On 15 Mar 2010, at 14:32, Stathis Papaioannou wrote:
On 16 March 2010 00:00, Stephen P. King <stephe...@charter.net> wrote:
Hi,
This article is most troubling to be as it seems that its
argument has become accepted by many people without consideration
of the
logical consequence.
http://civilliberty.about.com/od/equalrights/f/Health-Care-Human-Right.htm
Is Universal Health Care a Human Right?
Any comment is welcome.
The problem is that "right" has no objective basis. It's like "good"
or "beauty": a concept made up by humans.
The concepts of moon, rock, galaxies, and numbers, are also made by
human, but they may relate to things no done by humans.
Let me (try to) give you a definition of beauty. X is beautiful
relatively to universal Y, if universal Y is attracted by X. X is
very beautiful if X attracts a large class of universal Y. X is
universally beautiful if X attracts all universal Y.
Good is a notion quite close to consciousness. We cannot define it,
but we know it most clearly than anything else.
Most people are clear about what they find good, in the instant (as
opposed to long term effect which makes things having both good and
bad aspects).
Subjective is true and undoubtable, but non definable, and non
communicable, still less institutionalizable.
Good is related to the partial ability that universal machines to get
partial and local level of satisfaction, sometimes eventually based on
universal goal (like "survive").
I tend to believe also in universal right. Although I doubt any
temporal construction other than education, schools, academies,
research institutes, can help to develop it. I would say that all
universal machine have, at birth, the right to search happiness. It
may be a moral duty to share the tools facilitating that search.
You obviously think that
public health care is morally wrong while others (probably most people
in the world) think that the lack of public health care is morally
wrong. You could have a rational discussion about, say, the efficiency
of public versus private health care, but with the core moral issue
you will reach an impasse, because your premises differ.
I may disagree. There is a quasi-universal reason for which health
should be a public care, or at least a matter of making heathy people
to provide the money. Why? Because if you don't force the healthy
people to provide money to the medical system(s), then, it will be in
the survival interest of the medical systems that there are as many
unhealthy people as possible. The results will be like making
efficacious and cheap medication illegal, and encourage, by making
legal, medications which are inefficacious and unhealthy.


* [TRY IT]
Your task is to filter the data below down to the lines holding "caption".

* [Data entries for graphics]
········

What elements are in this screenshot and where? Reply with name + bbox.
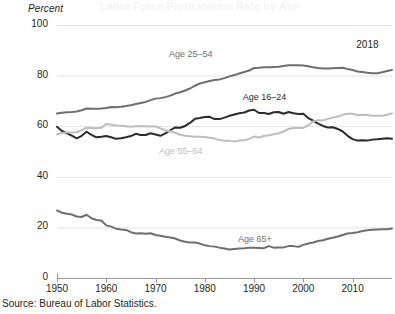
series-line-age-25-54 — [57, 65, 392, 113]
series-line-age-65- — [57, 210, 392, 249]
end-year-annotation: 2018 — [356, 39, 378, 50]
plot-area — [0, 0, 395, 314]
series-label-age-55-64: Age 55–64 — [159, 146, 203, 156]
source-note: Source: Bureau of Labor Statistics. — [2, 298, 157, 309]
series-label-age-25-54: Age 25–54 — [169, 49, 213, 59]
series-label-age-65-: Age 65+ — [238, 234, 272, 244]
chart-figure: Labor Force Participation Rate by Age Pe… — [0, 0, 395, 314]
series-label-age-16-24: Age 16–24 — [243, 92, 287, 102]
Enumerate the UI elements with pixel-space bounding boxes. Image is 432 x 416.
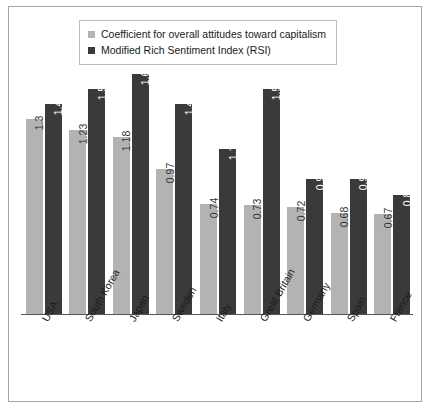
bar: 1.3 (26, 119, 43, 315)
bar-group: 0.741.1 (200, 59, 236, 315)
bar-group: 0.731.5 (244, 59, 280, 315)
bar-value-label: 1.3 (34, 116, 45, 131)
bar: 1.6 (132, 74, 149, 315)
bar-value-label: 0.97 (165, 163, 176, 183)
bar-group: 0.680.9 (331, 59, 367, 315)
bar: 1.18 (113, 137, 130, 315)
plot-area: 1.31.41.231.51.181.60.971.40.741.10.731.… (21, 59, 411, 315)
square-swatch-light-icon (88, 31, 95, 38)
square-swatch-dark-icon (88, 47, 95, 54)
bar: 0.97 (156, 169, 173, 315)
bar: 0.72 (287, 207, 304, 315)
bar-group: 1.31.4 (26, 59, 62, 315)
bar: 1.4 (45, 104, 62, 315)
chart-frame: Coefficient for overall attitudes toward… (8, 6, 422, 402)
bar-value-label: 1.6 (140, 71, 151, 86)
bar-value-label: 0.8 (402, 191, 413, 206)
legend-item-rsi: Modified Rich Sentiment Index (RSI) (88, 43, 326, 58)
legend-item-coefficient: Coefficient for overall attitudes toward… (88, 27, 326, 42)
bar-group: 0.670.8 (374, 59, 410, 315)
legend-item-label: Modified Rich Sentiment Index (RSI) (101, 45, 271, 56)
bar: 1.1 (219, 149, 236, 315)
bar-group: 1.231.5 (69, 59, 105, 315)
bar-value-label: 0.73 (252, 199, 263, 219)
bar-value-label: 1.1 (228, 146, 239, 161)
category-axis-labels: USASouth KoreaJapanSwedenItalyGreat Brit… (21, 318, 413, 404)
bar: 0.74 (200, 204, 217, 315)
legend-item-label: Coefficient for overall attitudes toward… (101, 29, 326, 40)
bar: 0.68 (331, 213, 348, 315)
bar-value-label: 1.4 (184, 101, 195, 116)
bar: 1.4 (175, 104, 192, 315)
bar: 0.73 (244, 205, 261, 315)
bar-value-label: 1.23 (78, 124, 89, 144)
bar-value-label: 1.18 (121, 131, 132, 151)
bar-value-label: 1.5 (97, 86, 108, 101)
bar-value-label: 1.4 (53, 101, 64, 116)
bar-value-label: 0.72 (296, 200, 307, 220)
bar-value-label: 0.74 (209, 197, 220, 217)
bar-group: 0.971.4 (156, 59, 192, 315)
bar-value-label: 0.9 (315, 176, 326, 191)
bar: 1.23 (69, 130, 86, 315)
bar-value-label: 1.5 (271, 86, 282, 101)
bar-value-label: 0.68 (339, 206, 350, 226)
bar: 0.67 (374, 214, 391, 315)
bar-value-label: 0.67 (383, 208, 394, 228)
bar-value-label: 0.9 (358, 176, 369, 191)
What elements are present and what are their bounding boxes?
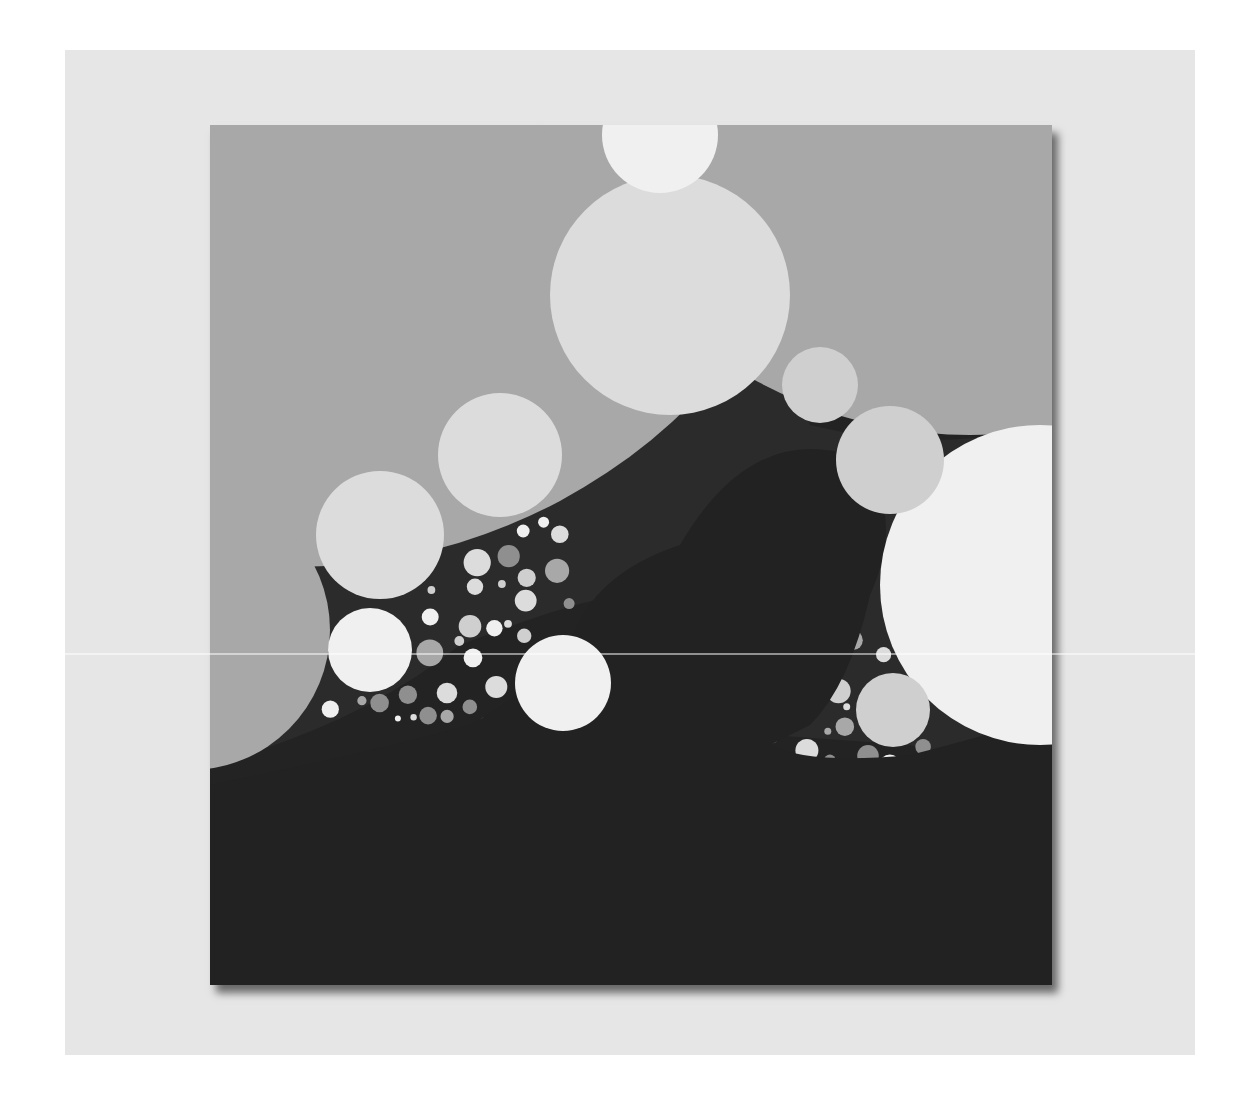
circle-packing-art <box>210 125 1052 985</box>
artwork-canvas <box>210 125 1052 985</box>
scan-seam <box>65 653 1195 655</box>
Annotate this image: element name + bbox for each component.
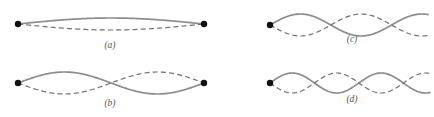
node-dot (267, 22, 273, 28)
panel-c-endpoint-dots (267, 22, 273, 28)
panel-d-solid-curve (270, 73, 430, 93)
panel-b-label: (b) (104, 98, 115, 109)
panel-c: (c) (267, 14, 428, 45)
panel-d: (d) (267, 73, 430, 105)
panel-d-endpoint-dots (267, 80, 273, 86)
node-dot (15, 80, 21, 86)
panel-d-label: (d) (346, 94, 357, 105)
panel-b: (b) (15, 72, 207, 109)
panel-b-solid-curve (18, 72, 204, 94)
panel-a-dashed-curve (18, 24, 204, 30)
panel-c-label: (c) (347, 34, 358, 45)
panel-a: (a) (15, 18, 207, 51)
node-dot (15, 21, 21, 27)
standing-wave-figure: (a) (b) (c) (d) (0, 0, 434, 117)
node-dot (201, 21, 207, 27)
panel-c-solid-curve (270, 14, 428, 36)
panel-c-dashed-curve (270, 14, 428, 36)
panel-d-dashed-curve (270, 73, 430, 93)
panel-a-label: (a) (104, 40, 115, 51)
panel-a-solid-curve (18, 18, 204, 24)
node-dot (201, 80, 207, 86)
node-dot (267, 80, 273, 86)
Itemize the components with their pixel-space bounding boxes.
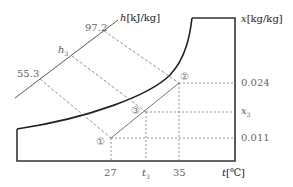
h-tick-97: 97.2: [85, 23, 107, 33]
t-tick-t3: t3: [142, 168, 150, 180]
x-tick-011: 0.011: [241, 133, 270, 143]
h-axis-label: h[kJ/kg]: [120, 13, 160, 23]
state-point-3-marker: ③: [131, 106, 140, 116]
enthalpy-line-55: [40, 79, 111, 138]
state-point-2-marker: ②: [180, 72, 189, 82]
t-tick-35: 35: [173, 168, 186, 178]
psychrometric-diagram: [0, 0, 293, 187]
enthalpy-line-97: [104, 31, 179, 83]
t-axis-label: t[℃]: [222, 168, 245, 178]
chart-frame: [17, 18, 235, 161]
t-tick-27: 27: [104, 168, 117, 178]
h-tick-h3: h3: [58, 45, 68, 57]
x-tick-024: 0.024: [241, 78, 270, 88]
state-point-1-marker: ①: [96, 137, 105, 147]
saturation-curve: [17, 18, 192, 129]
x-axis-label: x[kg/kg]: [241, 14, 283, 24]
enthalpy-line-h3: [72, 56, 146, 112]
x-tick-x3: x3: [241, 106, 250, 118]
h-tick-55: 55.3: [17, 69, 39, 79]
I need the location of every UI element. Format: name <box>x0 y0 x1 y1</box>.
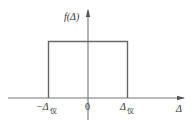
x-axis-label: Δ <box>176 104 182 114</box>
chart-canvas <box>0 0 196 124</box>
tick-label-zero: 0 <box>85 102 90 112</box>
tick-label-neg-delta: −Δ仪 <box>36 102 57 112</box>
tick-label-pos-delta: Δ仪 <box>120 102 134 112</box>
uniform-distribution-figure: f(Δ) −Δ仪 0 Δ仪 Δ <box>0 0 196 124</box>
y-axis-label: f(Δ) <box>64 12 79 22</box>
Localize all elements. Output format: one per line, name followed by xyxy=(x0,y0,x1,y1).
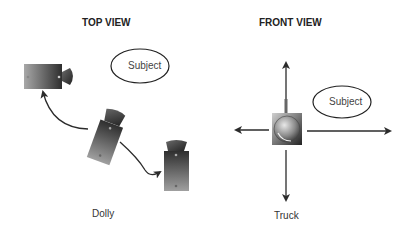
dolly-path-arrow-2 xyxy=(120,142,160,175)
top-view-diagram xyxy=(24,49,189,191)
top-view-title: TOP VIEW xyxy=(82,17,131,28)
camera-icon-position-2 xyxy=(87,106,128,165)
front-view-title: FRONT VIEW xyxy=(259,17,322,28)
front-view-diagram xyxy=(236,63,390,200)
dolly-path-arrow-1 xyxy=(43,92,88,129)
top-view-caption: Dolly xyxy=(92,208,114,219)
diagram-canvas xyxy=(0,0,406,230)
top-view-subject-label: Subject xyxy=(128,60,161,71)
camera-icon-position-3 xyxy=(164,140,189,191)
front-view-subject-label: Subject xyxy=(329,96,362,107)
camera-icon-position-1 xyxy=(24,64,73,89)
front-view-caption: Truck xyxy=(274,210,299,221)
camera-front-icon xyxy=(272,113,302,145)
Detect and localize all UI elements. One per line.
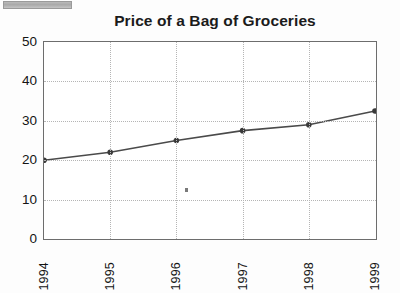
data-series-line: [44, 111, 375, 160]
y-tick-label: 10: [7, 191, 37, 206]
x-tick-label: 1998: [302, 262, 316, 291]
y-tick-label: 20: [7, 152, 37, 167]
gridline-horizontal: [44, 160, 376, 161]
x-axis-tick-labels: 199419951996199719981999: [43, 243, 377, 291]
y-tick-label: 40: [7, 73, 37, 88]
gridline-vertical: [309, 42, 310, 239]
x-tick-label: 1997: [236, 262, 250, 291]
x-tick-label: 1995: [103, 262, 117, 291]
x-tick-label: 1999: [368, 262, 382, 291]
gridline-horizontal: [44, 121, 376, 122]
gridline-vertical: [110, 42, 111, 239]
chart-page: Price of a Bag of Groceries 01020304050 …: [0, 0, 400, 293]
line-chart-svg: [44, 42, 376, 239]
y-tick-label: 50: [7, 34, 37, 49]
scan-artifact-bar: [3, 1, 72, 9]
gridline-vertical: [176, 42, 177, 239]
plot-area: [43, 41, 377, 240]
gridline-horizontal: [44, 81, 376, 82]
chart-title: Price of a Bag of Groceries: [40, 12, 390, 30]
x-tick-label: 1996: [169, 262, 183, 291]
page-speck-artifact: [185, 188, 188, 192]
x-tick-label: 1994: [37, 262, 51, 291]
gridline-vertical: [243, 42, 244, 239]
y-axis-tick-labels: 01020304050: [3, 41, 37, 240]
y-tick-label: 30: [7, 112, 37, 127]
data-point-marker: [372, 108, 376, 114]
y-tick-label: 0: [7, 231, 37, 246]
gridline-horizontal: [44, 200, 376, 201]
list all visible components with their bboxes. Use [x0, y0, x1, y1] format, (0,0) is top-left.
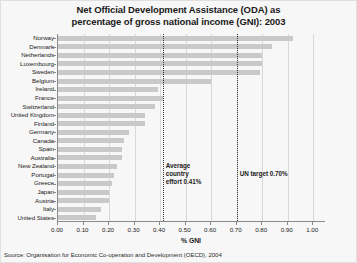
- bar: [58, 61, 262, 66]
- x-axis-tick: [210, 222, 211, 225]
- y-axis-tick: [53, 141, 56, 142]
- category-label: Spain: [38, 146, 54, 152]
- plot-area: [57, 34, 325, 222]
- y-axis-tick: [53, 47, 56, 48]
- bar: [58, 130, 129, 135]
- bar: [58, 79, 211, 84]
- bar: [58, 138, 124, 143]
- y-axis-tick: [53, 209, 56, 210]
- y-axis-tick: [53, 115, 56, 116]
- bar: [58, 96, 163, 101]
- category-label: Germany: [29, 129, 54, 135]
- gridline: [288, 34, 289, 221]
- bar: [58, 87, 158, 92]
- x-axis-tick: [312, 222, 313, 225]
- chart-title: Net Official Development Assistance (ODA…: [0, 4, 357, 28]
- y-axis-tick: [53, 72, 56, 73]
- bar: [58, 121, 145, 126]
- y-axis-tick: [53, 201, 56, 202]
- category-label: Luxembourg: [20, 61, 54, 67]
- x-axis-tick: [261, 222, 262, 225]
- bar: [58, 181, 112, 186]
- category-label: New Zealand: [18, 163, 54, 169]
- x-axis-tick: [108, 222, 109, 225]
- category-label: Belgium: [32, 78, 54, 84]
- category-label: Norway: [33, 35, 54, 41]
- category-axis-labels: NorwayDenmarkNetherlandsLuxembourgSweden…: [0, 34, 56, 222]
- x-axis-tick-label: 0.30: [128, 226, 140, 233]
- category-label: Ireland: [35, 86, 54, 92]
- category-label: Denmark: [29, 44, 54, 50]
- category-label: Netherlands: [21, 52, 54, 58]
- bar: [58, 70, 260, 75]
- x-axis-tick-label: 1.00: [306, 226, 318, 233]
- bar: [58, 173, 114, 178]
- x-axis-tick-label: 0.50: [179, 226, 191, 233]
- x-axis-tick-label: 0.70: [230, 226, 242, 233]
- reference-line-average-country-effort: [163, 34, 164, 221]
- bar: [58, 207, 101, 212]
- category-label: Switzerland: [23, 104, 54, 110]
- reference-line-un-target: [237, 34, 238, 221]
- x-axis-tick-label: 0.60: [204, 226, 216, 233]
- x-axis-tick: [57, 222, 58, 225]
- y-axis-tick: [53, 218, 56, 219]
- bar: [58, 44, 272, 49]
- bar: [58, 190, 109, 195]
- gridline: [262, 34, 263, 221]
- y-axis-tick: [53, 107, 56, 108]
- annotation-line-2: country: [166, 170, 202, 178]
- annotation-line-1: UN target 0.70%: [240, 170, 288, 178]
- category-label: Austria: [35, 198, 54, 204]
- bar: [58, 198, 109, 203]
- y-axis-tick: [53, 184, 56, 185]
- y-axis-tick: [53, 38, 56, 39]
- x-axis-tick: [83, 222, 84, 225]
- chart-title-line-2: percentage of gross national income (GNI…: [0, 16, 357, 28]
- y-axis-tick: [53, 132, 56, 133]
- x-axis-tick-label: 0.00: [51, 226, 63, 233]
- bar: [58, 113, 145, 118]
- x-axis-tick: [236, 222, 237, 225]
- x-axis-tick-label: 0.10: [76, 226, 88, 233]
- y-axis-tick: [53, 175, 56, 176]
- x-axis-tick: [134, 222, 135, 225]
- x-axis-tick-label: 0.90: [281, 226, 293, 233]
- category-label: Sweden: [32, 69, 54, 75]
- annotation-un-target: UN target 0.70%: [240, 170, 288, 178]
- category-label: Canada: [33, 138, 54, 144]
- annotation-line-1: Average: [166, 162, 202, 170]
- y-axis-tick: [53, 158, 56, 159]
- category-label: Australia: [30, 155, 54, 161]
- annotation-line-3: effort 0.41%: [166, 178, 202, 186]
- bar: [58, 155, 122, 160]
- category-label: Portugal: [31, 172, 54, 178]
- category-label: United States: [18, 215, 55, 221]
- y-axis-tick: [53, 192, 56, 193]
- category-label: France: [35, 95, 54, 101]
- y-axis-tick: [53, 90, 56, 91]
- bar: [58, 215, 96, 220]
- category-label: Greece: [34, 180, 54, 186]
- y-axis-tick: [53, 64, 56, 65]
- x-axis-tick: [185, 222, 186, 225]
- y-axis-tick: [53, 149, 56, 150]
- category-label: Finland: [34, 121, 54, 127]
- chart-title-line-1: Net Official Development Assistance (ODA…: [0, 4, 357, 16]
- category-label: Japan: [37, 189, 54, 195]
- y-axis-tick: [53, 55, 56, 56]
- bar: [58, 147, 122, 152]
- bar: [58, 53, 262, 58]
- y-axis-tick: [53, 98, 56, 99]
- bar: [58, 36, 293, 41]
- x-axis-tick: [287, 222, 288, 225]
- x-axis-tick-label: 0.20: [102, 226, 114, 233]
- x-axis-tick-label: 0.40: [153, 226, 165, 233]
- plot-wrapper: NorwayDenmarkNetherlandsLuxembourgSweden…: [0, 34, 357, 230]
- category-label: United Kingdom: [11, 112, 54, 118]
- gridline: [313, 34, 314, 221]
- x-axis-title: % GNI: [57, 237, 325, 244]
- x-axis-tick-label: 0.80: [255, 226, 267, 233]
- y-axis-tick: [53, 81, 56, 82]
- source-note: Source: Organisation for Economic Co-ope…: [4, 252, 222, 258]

········

* [ANSWER TO THIS PROBLEM]
top-view-caption: Dolly xyxy=(92,208,114,219)
front-view-caption: Truck xyxy=(274,210,299,221)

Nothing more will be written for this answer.